Locations Outside Berlin

Back to Karin Müller's World menu

Rügen
East Germany's largest island, on the Baltic (or Ostsee) coast. Müller, Tilsner and Schmidt stay at a union rest house in the resort of Sellin,
Sellin GDR-era postcard

famous for its pier (Seebrücke in German). I was inspired to use Rügen as a location after talking to BBC World Service journalist Oliver Berlau who was brought up there in the GDR era. 

Rügen is also the site of Prora
Prora
-- Hitler's massive, unfinished, holiday camp, which was later used to house East German construction soldiers. I've set the fictional Jugendwerkhof Prora Ost inside the monolithic building. 


Other Rügen locales which feature in the novel include: the island of Vilm, which was used by the East German leadership and closed to the public; the Russian naval base at Klein Zicker(although I've invented a fictional base at nearby Gross Zicker instead); and the new port at Sassnitz (although this was actually constructed later than the period in which the novel is set).  

The Harz Mountains

The Harz are dominated by northern Germany's highest mountain, The Brocken,
The Brocken in winter
which towers to over 1000 metres, and which features in Goethe's Faust, where witches dance on the summit on Walpurgisnacht. Perched on the summit are the various aerials and domes of what was the Communist East's main listening station. 
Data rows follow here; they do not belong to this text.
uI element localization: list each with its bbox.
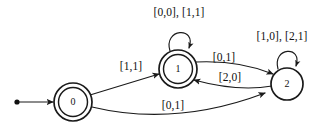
state-node-1[interactable]: 1 — [159, 50, 197, 88]
self-loop-state-1 — [169, 33, 190, 51]
state-node-0[interactable]: 0 — [54, 83, 92, 121]
state-0-label: 0 — [71, 96, 76, 107]
start-marker — [14, 99, 53, 104]
edge-label-1-1: [0,0], [1,1] — [153, 6, 204, 19]
fsa-diagram: 0 1 2 [1,1] [0,1] [0,0], [1,1] [0,1] [2,… — [0, 0, 326, 131]
state-1-label: 1 — [176, 63, 181, 74]
edge-label-0-2: [0,1] — [162, 99, 185, 112]
state-2-label: 2 — [285, 78, 290, 89]
edge-label-2-1: [2,0] — [219, 71, 242, 84]
edge-1-1 — [169, 33, 190, 51]
edge-label-0-1: [1,1] — [120, 60, 143, 73]
self-loop-state-2 — [277, 51, 297, 69]
edge-label-1-2: [0,1] — [213, 51, 236, 64]
edge-label-2-2: [1,0], [2,1] — [256, 30, 307, 43]
edge-2-2 — [277, 51, 297, 69]
transition-0-to-1 — [90, 74, 159, 95]
state-diagram-canvas: 0 1 2 [1,1] [0,1] [0,0], [1,1] [0,1] [2,… — [0, 0, 326, 131]
edge-0-1 — [90, 74, 159, 95]
state-node-2[interactable]: 2 — [271, 68, 303, 100]
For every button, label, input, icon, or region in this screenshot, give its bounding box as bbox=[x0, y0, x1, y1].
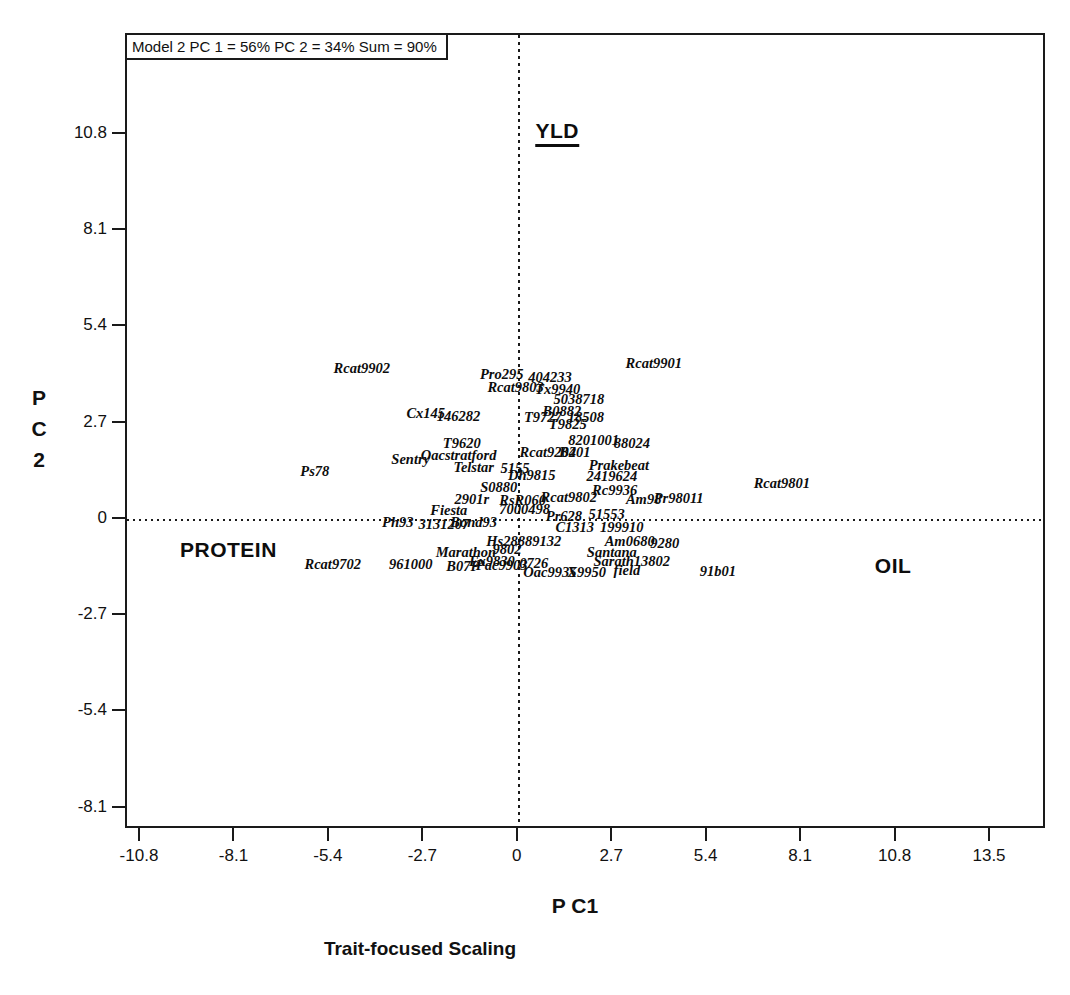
plot-area: Model 2 PC 1 = 56% PC 2 = 34% Sum = 90% … bbox=[125, 33, 1045, 828]
x-tick-mark bbox=[894, 828, 896, 841]
scatter-point-label: B201 bbox=[559, 443, 590, 460]
scatter-point-label: X9950 bbox=[567, 563, 606, 580]
y-tick-mark bbox=[112, 324, 125, 326]
x-tick-label: -5.4 bbox=[313, 846, 342, 866]
y-axis-title: P C 2 bbox=[27, 382, 51, 475]
y-tick-mark bbox=[112, 613, 125, 615]
trait-label-protein: PROTEIN bbox=[180, 538, 277, 562]
x-tick-mark bbox=[988, 828, 990, 841]
scatter-point-label: 7000498 bbox=[499, 500, 550, 517]
y-tick-label: -2.7 bbox=[45, 604, 107, 624]
model-summary-box: Model 2 PC 1 = 56% PC 2 = 34% Sum = 90% bbox=[125, 33, 448, 60]
scatter-point-label: field bbox=[614, 561, 641, 578]
x-tick-label: 2.7 bbox=[599, 846, 623, 866]
y-tick-mark bbox=[112, 228, 125, 230]
y-tick-label: 2.7 bbox=[45, 412, 107, 432]
x-tick-mark bbox=[705, 828, 707, 841]
x-tick-mark bbox=[610, 828, 612, 841]
x-tick-label: 0 bbox=[512, 846, 521, 866]
x-tick-label: 13.5 bbox=[972, 846, 1005, 866]
x-tick-label: 5.4 bbox=[694, 846, 718, 866]
scatter-point-label: Rcat9801 bbox=[754, 474, 810, 491]
y-tick-label: 8.1 bbox=[45, 219, 107, 239]
y-axis-title-line: P bbox=[27, 382, 51, 413]
scatter-point-label: 146282 bbox=[437, 407, 481, 424]
x-tick-mark bbox=[421, 828, 423, 841]
scatter-point-label: Rcat9901 bbox=[626, 354, 682, 371]
y-tick-mark bbox=[112, 517, 125, 519]
y-tick-mark bbox=[112, 132, 125, 134]
scatter-point-label: Telstar bbox=[453, 458, 494, 475]
scatter-point-label: Bond93 bbox=[450, 513, 497, 530]
x-tick-label: 10.8 bbox=[878, 846, 911, 866]
x-axis-title: P C1 bbox=[552, 894, 598, 918]
x-tick-mark bbox=[232, 828, 234, 841]
scatter-point-label: 91b01 bbox=[700, 562, 736, 579]
y-tick-label: 10.8 bbox=[45, 123, 107, 143]
y-tick-label: -5.4 bbox=[45, 700, 107, 720]
y-tick-mark bbox=[112, 709, 125, 711]
y-axis-title-line: 2 bbox=[27, 444, 51, 475]
x-tick-label: -10.8 bbox=[120, 846, 159, 866]
trait-label-yld: YLD bbox=[536, 119, 580, 147]
x-tick-mark bbox=[799, 828, 801, 841]
figure-caption: Trait-focused Scaling bbox=[324, 938, 516, 960]
scatter-point-label: Rcat9702 bbox=[304, 555, 360, 572]
x-tick-label: -8.1 bbox=[219, 846, 248, 866]
y-tick-label: -8.1 bbox=[45, 797, 107, 817]
scatter-point-label: Ps78 bbox=[300, 463, 329, 480]
y-tick-mark bbox=[112, 806, 125, 808]
y-axis-title-line: C bbox=[27, 413, 51, 444]
y-tick-mark bbox=[112, 421, 125, 423]
trait-label-oil: OIL bbox=[875, 554, 912, 578]
x-tick-mark bbox=[516, 828, 518, 841]
y-tick-label: 5.4 bbox=[45, 315, 107, 335]
pca-biplot-figure: Model 2 PC 1 = 56% PC 2 = 34% Sum = 90% … bbox=[0, 0, 1070, 995]
scatter-point-label: Pr98011 bbox=[654, 489, 704, 506]
y-tick-label: 0 bbox=[45, 508, 107, 528]
x-tick-mark bbox=[138, 828, 140, 841]
zero-x-dotted-line bbox=[518, 35, 520, 826]
scatter-point-label: 9280 bbox=[650, 534, 679, 551]
scatter-point-label: 961000 bbox=[389, 555, 433, 572]
x-tick-label: -2.7 bbox=[408, 846, 437, 866]
x-tick-mark bbox=[327, 828, 329, 841]
scatter-point-label: T9825 bbox=[549, 415, 587, 432]
x-tick-label: 8.1 bbox=[788, 846, 812, 866]
scatter-point-label: 88024 bbox=[614, 434, 650, 451]
scatter-point-label: Ph93 bbox=[382, 513, 413, 530]
scatter-point-label: Rcat9902 bbox=[334, 359, 390, 376]
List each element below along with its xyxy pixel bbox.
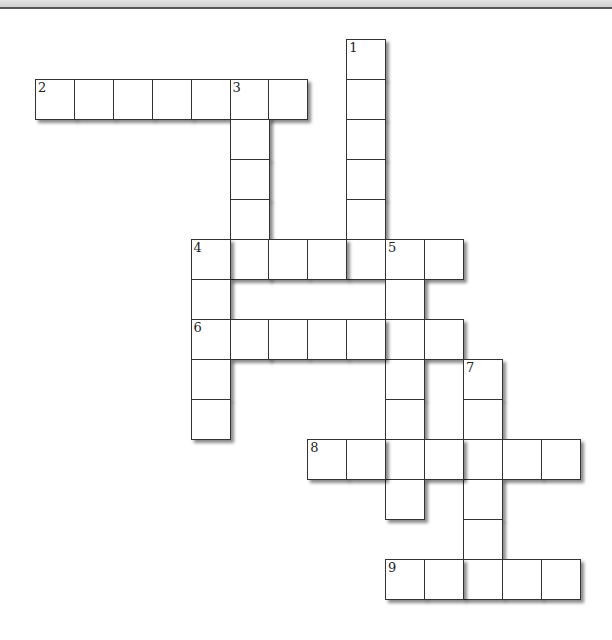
crossword-cell[interactable] xyxy=(307,319,347,360)
crossword-cell[interactable]: 1 xyxy=(346,39,386,80)
crossword-cell[interactable] xyxy=(113,79,153,120)
crossword-cell[interactable] xyxy=(385,359,425,400)
crossword-cell[interactable] xyxy=(152,79,192,120)
crossword-cell[interactable] xyxy=(346,439,386,480)
crossword-cell[interactable] xyxy=(541,559,581,600)
crossword-cell[interactable] xyxy=(385,439,425,480)
crossword-cell[interactable]: 5 xyxy=(385,239,425,280)
crossword-cell[interactable] xyxy=(230,119,270,160)
crossword-cell[interactable] xyxy=(502,559,542,600)
crossword-cell[interactable] xyxy=(191,399,231,440)
crossword-cell[interactable] xyxy=(191,79,231,120)
crossword-cell[interactable]: 2 xyxy=(35,79,75,120)
crossword-cell[interactable] xyxy=(268,79,308,120)
crossword-cell[interactable] xyxy=(230,199,270,240)
crossword-cell[interactable] xyxy=(346,199,386,240)
crossword-cell[interactable] xyxy=(463,399,503,440)
crossword-cell[interactable]: 7 xyxy=(463,359,503,400)
crossword-cell[interactable] xyxy=(346,319,386,360)
crossword-cell[interactable] xyxy=(463,439,503,480)
crossword-cell[interactable] xyxy=(191,359,231,400)
crossword-cell[interactable] xyxy=(541,439,581,480)
crossword-cell[interactable] xyxy=(346,239,386,280)
crossword-cell[interactable] xyxy=(230,319,270,360)
clue-number: 1 xyxy=(349,41,357,54)
crossword-cell[interactable] xyxy=(346,119,386,160)
crossword-cell[interactable]: 8 xyxy=(307,439,347,480)
crossword-cell[interactable] xyxy=(385,319,425,360)
crossword-grid: 123456789 xyxy=(0,0,612,640)
crossword-cell[interactable] xyxy=(268,239,308,280)
crossword-cell[interactable] xyxy=(463,479,503,520)
crossword-cell[interactable]: 6 xyxy=(191,319,231,360)
crossword-cell[interactable] xyxy=(424,319,464,360)
crossword-cell[interactable] xyxy=(346,159,386,200)
crossword-cell[interactable] xyxy=(502,439,542,480)
clue-number: 2 xyxy=(38,81,46,94)
crossword-cell[interactable] xyxy=(385,279,425,320)
crossword-cell[interactable] xyxy=(307,239,347,280)
crossword-cell[interactable] xyxy=(463,519,503,560)
clue-number: 9 xyxy=(388,561,396,574)
crossword-cell[interactable]: 9 xyxy=(385,559,425,600)
crossword-cell[interactable] xyxy=(424,559,464,600)
clue-number: 6 xyxy=(194,321,202,334)
crossword-cell[interactable] xyxy=(463,559,503,600)
clue-number: 5 xyxy=(388,241,396,254)
clue-number: 8 xyxy=(310,441,318,454)
clue-number: 4 xyxy=(194,241,202,254)
crossword-cell[interactable] xyxy=(230,239,270,280)
crossword-cell[interactable] xyxy=(268,319,308,360)
crossword-cell[interactable] xyxy=(424,239,464,280)
crossword-cell[interactable]: 4 xyxy=(191,239,231,280)
clue-number: 7 xyxy=(466,361,474,374)
crossword-cell[interactable] xyxy=(346,79,386,120)
crossword-cell[interactable] xyxy=(230,159,270,200)
crossword-cell[interactable]: 3 xyxy=(230,79,270,120)
crossword-cell[interactable] xyxy=(74,79,114,120)
clue-number: 3 xyxy=(233,81,241,94)
crossword-cell[interactable] xyxy=(385,479,425,520)
crossword-cell[interactable] xyxy=(424,439,464,480)
crossword-cell[interactable] xyxy=(385,399,425,440)
crossword-cell[interactable] xyxy=(191,279,231,320)
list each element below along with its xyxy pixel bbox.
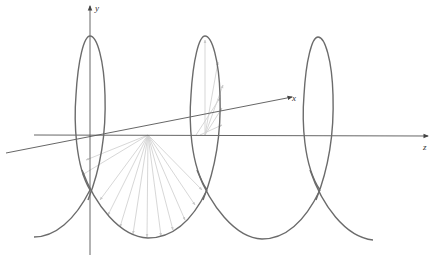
x-axis-label: x xyxy=(291,93,296,103)
z-axis-label: z xyxy=(422,142,427,152)
helix-diagram: y x z xyxy=(0,0,434,257)
y-axis-label: y xyxy=(94,3,99,13)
In the GDR era the Harz were split in two by the Inner German Border, which ran to the west of the Brocken, where the fictional silver mine is located in the novel. 

Wernigerode in 1951
You can catch a narrow gauge steam train up the Brocken from either Schierke which features in the novel, or from various points along the track from its starting point in Wernigerode. But be warned, it's expensive. More than 30 euros per adult at the start of 2014 and it's no cheaper from Schierke. All the towns and villages of the Harz are pretty, and Wernigerode has a particularly excellent central market place.